Adler Guerrier, Untitled (flaneur nyc/mia), 1999-2001 (detail).
Born 1975 in Port-au-Prince, Haiti; lives in Miami, Florida
Deploying a variety of media including photography, drawing, and video, Adler Guerrier explores the effects of particular geographical, political, and historical environments on identity formation. Combining the techniques of photographic observation with a studio art practice and urban wanderings, the artist maps the places of everyday life with lyrical resonance. Considering walking to be “a political and poetic act,” Guerrier takes to the streets, capturing images of desolate urban spaces washed in a nocturnal glow and taking pictures of private backyards saturated with vernal colors; he also makes cryptic drawings of himself frequently accompanied by poetic texts such as “playing scratchy records” and “concerted action.” Relating his work— typically arranged in groupings—to the fleeting observations of a contemporary wandering flaneur, the artist notes, “My work has to do with movement, narrative, and is also concerned with the perceived and fictional portrayal of places.”
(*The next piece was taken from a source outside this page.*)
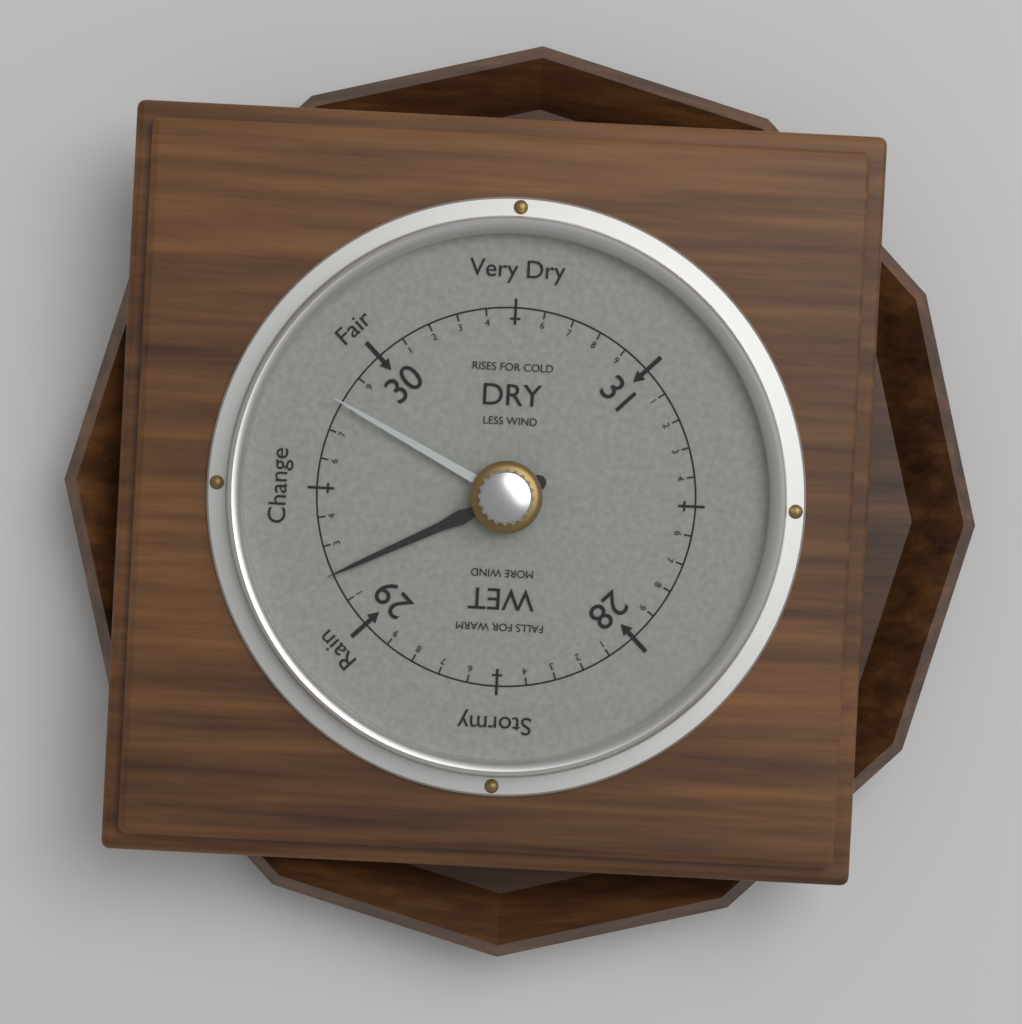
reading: 29.2 (no unit)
Guerrier’s gambit in untitled (BLCK—We wear the mask) (2007–08) is to present an installation by “BLCK,” a fictional Miami-based artist collaborative from 1968 (all the works are actually by Guerrier). Pointedly local in time, place, and scope, Guerrier takes up the social, political, and aesthetic dialogue of these nameless artists from the once-vital Liberty City, a mostly black neighborhood of Miami that suffered in the aftermath of riots coinciding with the 1968 Republican National Convention in nearby Miami Beach. Deploying an array of materials—curtains, drawings, spurious “documentary” photographs, and video—he explores the imagined imagery and imaged imaginary of fictional artists whose work was grounded in realities of social protest. Signaling themes of political resistance, a hand-painted sign reads “Welcome to Liberty City in this year of 1968,” while a projected film takes up the themes of a then-contemporary short story by LeRoi Jones (later known as Amiri Baraka), the influential African-American poet arrested in Newark, New Jersey, in April that year during riots following the assassination of Martin Luther King, Jr.
Finding messages for the present in the scars of the past, this installation, according to the artist, “does not pay homage to great 1960s heroes, but rather to anonymous artists who were aware of the civil rights movement and politics of the time and contributed positively.” Blurring distinctions between fiction and fact, past and present, Guerrier’s psychogeography of a distant Miami neighborhood is strikingly near and contemporary. TODD ALDEN
Adler Guerrier, Untitled (flaneur nyc/mia), 1999-2001 (detail). Twelve chromogenic prints, 8 x 10 in. (20.3 x 25.4 cm) each. Collection of the artist.